Beijing AI conference looks to the future
BEIJING — Beijing’s Zhiyuan AI conference closed Saturday with a message that artificial intelligence is moving rapidly beyond text prompts and screen-based tools toward systems designed to act in the physical world.
The two-day gathering, formally the eighth Beijing Zhiyuan Conference, brought together researchers, company founders and technology executives at a moment when China’s artificial intelligence sector is trying to show it can compete globally while building practical applications at home.
Organizers said the conference drew more than 10,000 in-person participants, including two Turing Award winners, eight members of Chinese academies, dozens of young scientists and more than 40 AI company chief executives and founders. Representatives from institutions and companies including Meta, Nvidia, Harvard and MIT appeared alongside major Chinese players such as Alibaba, Tencent, Xiaomi, Shengshu Technology, ModelBest, Tsinghua University, Peking University and Renmin University.
The scale of the event underscored Beijing’s ambition to remain a central venue for global debate over the next phase of AI development. Since its launch, the conference has hosted 14 Turing Award winners and more than 1,000 leading experts, with participation reaching more than 30 countries and regions, according to organizers.
This year’s discussions focused on agents, world models, embodied intelligence, AI safety and the question of how software systems can move from pattern recognition to action. Speakers framed the transition as a shift from artificial intelligence confined to digital environments toward systems that can reason about, predict and interact with real-world settings.
Industry and research seek practical path
The conference also showed how closely China’s AI research agenda is now tied to industry. Chinese technology companies used the event to present work in large models, intelligent agents, video generation, robotics and AI infrastructure, while academic panels examined questions of safety, education, neuroscience and scientific discovery.
One theme running through the meeting was the idea of “world models,” AI systems that try to understand how environments change over time and what may happen next. Researchers and executives described those systems as important for robotics, autonomous decision-making and scientific research, where AI must do more than generate plausible language.
Another focus was embodied intelligence, including humanoid robots and systems that pair perception, planning and movement. That area has become a priority for Chinese companies and local governments seeking to turn AI research into manufacturing, logistics and service applications.
The gathering took place as governments and companies worldwide are debating how to manage AI’s risks while accelerating deployment. Chinese officials and researchers have emphasized safety, open ecosystems and industrial adoption as Beijing pushes to expand domestic computing capacity and reduce reliance on foreign technology.
For international participants, the conference offered a view into China’s fast-growing AI ecosystem. For Chinese companies, it served as a platform to show that innovation is not limited to large language models, but includes chips, software frameworks, robotics and sector-specific applications.
The closing message was optimistic but cautious: AI is entering more complex systems, and its future will depend on whether researchers can make those systems reliable, efficient and safe. In Beijing, the debate was less about whether AI will leave the screen than about how quickly it can do so — and who will set the terms.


Identify each line in the records below that contains the word "Responsible", and copy it.

[[ Records for processing, beginning ]]

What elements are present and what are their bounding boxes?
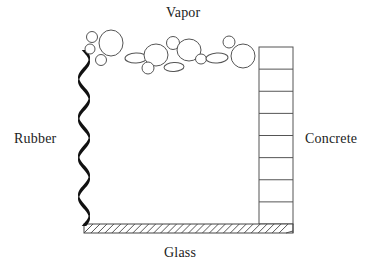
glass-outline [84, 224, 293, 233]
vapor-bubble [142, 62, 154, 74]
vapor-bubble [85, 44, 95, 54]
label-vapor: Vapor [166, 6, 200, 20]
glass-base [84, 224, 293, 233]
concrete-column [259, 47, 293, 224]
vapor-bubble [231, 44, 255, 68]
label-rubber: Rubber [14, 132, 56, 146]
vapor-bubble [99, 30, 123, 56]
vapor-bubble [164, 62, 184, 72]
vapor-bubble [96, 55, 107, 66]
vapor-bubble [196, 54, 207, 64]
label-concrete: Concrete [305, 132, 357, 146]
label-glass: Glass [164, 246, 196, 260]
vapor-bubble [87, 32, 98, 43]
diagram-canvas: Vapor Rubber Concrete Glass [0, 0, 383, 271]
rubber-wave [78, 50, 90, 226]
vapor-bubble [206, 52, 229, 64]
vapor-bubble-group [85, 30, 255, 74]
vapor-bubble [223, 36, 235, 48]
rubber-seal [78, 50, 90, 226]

[[ Records for processing, end ]]
[[ Records for processing, beginning ]]

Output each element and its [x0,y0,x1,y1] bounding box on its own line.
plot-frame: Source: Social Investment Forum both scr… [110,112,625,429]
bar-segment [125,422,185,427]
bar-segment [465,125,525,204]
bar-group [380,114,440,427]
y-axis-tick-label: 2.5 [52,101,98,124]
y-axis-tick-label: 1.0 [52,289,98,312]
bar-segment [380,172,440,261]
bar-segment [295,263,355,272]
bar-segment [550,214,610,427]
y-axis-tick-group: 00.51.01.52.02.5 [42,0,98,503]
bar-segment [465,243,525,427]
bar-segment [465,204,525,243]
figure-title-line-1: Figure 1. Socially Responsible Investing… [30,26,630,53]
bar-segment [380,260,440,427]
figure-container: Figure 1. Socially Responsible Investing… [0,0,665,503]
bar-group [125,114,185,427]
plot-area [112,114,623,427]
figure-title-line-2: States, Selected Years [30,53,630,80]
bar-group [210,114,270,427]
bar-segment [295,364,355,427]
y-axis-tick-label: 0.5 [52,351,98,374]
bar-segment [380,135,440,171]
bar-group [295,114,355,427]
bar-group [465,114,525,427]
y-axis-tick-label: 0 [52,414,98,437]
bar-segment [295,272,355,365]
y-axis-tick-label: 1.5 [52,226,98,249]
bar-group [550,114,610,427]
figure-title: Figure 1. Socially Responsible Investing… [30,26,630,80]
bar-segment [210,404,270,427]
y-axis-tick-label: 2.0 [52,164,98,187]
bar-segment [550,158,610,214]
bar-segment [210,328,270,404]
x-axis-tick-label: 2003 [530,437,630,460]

[[ Records for processing, end ]]
[[ Records for processing, beginning ]]

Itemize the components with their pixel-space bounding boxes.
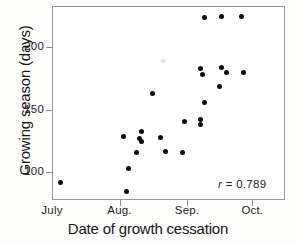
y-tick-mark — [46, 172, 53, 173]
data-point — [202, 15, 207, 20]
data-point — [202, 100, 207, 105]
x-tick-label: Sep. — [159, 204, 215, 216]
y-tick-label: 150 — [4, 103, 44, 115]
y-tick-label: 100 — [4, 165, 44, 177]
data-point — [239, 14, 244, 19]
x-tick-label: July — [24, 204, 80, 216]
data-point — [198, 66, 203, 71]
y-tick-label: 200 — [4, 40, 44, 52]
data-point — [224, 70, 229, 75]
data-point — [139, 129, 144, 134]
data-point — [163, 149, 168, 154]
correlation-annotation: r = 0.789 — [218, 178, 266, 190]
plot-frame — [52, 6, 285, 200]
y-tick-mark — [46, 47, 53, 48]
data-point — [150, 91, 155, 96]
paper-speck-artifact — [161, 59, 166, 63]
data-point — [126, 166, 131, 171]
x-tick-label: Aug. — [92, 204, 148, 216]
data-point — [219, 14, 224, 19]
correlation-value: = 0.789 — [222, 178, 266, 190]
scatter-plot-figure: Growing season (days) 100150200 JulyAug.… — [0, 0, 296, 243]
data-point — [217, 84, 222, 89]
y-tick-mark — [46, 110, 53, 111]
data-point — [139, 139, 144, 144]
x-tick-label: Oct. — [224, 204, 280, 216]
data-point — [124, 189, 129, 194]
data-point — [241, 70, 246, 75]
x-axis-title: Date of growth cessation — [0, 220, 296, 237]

[[ Records for processing, end ]]

Answer space:
figure-title-line-1: Figure 1. Socially Responsible Investing… [30,26,630,53]
figure-container: Figure 1. Socially Responsible Investing… [0,0,665,503]
figure-title: Figure 1. Socially Responsible Investing… [30,26,630,80]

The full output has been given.